Thursday, May 9, 2013

Movie Review: “Aftershock”


Eli Roth presents a different kind of horror.

*** ½ out of 5
89 minutes
Rated R for strong bloody violence including rape, language, drug content and some nudity
The Weinstein Company

Article first published as Movie Review: Aftershock (2013) on Blogcritics.

When Eli Roth is heavily involved in a feature film, you can count on a heavy dose of xenophobia and gore. It ran rampant through his two Hostel films, and you’d expect a little more from it when he stars as a Jewish party animal touring through Chile. Seeing how Roth only co-wrote, produced, and stars in director Nicolás López’s Aftershock could be why the gore is kept to a minimum. But it definitely would have helped ratchet up the tension in a film about a group of friends trying to survive the night after an earthquake strikes. At least the core group of friends here aren’t as intolerable as the usual smorgasbord of horror victims. Even if the film is based on the 2010 8.8 Chile earthquake, and filmed on location at the same sites of destruction, thinking about that now kind of adds an aftershock of creepy all its own.

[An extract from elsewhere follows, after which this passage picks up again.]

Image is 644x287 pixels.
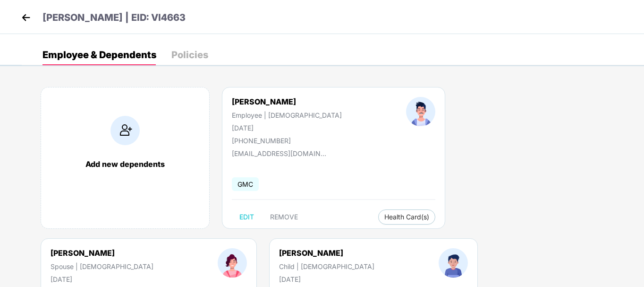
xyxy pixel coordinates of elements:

Gringo (Roth) is living the good life on his vacation in Santiago. By night he joins his friends Ariel (Ariel Levy) and Pollo (Nicolás Martínez) essentially raving it up, while they visit wineries by day. One night the boys meet up with a pack of girls — stepsisters Kylie (Lorenza Izzo) and Monica (Andrea Osvárt) and Russian model Irina (Natasha Yarovenko). Then disaster strikes as an earthquake rocks all of Santiago. Now the six must find their way out of the club and make their way into the streets of Chile. Ariel wound up losing his hand saving a bartender in the event and needs a doctor, while the rest of them begin their own fight for their lives as tsunami sirens blare and police inform everyone that a curfew is in place because the prison has collapsed and inmates are roaming the street.

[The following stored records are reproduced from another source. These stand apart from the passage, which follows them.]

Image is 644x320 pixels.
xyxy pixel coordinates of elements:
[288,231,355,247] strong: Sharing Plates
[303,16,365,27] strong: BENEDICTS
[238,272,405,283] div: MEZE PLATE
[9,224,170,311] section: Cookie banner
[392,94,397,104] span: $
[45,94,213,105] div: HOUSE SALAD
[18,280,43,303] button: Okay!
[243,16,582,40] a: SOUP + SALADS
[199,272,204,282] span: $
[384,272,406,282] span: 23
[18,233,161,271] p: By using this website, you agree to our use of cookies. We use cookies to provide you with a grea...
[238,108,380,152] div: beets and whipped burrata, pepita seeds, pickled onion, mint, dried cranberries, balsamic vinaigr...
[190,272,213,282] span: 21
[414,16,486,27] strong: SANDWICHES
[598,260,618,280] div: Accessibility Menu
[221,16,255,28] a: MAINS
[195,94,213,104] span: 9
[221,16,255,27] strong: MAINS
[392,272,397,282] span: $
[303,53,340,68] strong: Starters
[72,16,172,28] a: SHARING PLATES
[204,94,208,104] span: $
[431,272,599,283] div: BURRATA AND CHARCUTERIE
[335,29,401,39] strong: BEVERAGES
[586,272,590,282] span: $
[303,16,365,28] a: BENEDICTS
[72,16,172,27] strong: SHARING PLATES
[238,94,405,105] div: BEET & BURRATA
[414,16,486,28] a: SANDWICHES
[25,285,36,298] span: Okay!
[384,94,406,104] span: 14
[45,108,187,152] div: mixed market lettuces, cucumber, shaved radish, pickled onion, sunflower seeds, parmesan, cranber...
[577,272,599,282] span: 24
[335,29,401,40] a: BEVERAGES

Aftershock wears its budget on its sleeve in some scenes, but López keeps the action moving along from one sequence to the next. The film’s biggest asset may be that it feels like a mixture of Roth’s Hostels, the Final Destination franchise, and The Impossible. Anything and everything begins to get used to pick off the cast one by one, and you’ll be surprised to see who makes it and how far. The world’s worst funicular gets to play a game of suspense twice and, while you may be able to guess how everything is going to end, at least López, Roth, and co-writer Guillermo Amoedo had the balls to do it. Some of the people involved with Aftershock are also associated with Roth’s next project — the cannibals in the Amazon The Green Inferno. And with Roth behind the camera, I can only imagine how much more he’ll be able to pull off. As it stands, Aftershock is still a fun ride, even if it may not be gory enough for horror fans or cataclysmic enough for disaster fans.